When we met Sabit, he was seeking an issue around which his members could mobilize without provoking their neighbors. The municipal elections seemed promising. The whole purpose was to give local communities some control over their lives, and if the Ashkali could win votes they might well emerge with a seat on the council and a role in administering the basic services that they so badly need.

But before they could even field candidates, they would have to collect 3,300 signatures to register as a party. This was clearly beyond the means of the Ashkali from Ferizaj alone, and it meant they would have to form a partnership with Ashkali parties in other municipalities.

This would test even Sabit's political skills. He had found it hard enough to unite the Ashkali of Ferizaj-many of whom were related. How much harder would he find it to coopt Ashkali from other areas, where he was looked on with some distrust? When we left him, he was just starting to wrestle with the implications.

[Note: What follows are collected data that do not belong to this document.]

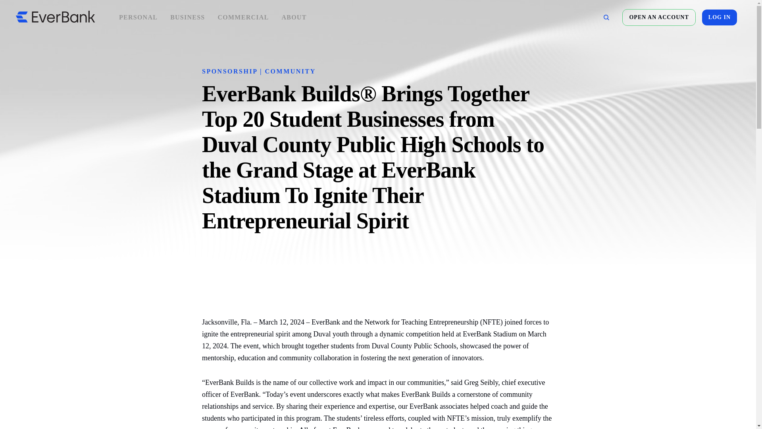 The image size is (762, 429). What do you see at coordinates (243, 17) in the screenshot?
I see `COMMERCIAL` at bounding box center [243, 17].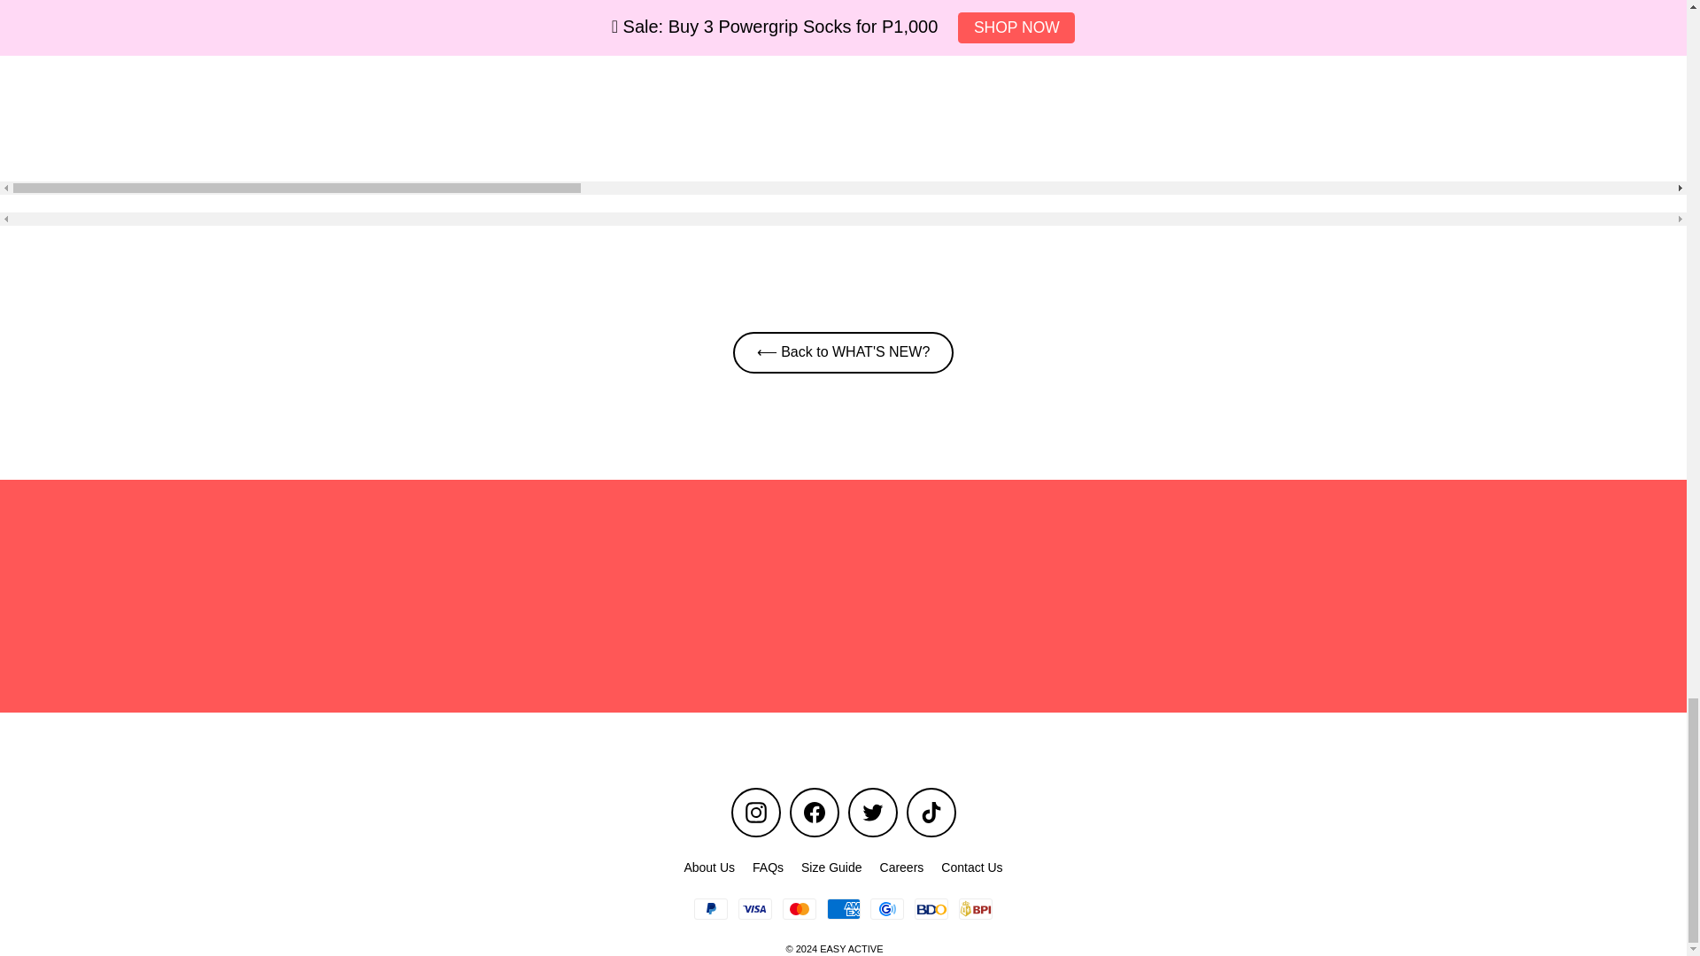  What do you see at coordinates (754, 908) in the screenshot?
I see `Visa` at bounding box center [754, 908].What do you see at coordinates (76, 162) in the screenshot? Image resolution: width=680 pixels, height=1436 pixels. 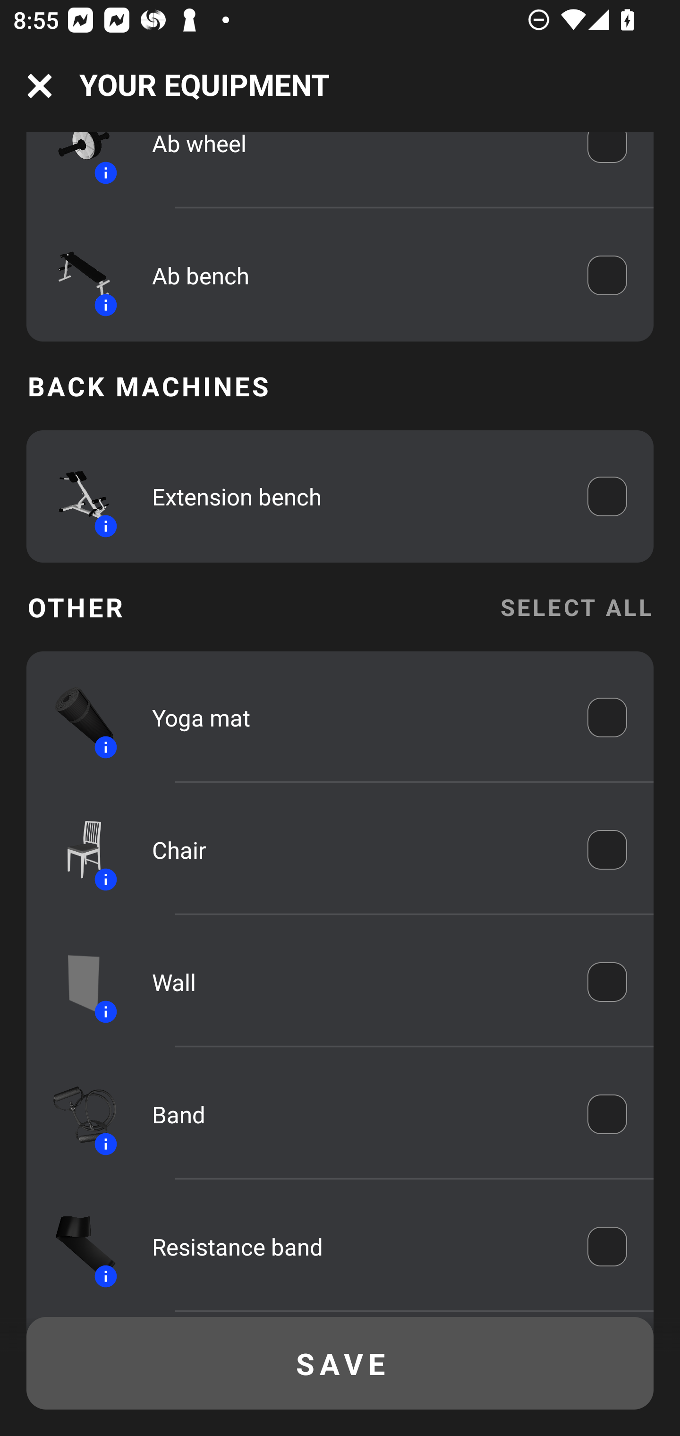 I see `Equipment icon Information icon` at bounding box center [76, 162].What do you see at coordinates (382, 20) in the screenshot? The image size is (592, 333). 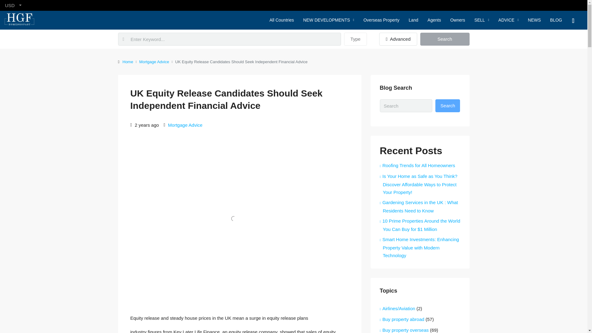 I see `Overseas Property` at bounding box center [382, 20].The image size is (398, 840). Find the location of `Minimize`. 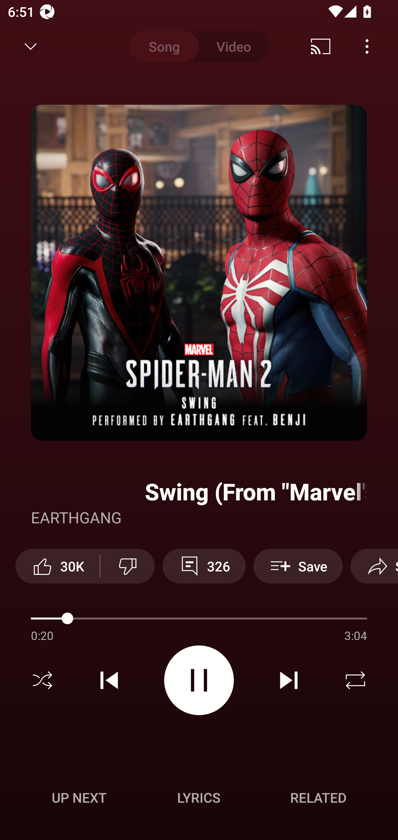

Minimize is located at coordinates (31, 46).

* Update: Sabit Rrahamani failed in his first bid for elective office. He managed to weld several Ashkali groups into a national party (The Democratic Party of Albanian Ashkali in Kosovo - PDASh). He also raised enough signatures to field candidates in seven municipalities during Kosovo's November municipal elections. But the party only won 1,562 votes in total. Only one PDSAh candidate was elected, in the municipality of Fushe Kosove (Kosovo Polje). The party won 425 votes in Ferizaj, or 1% of the votes cast.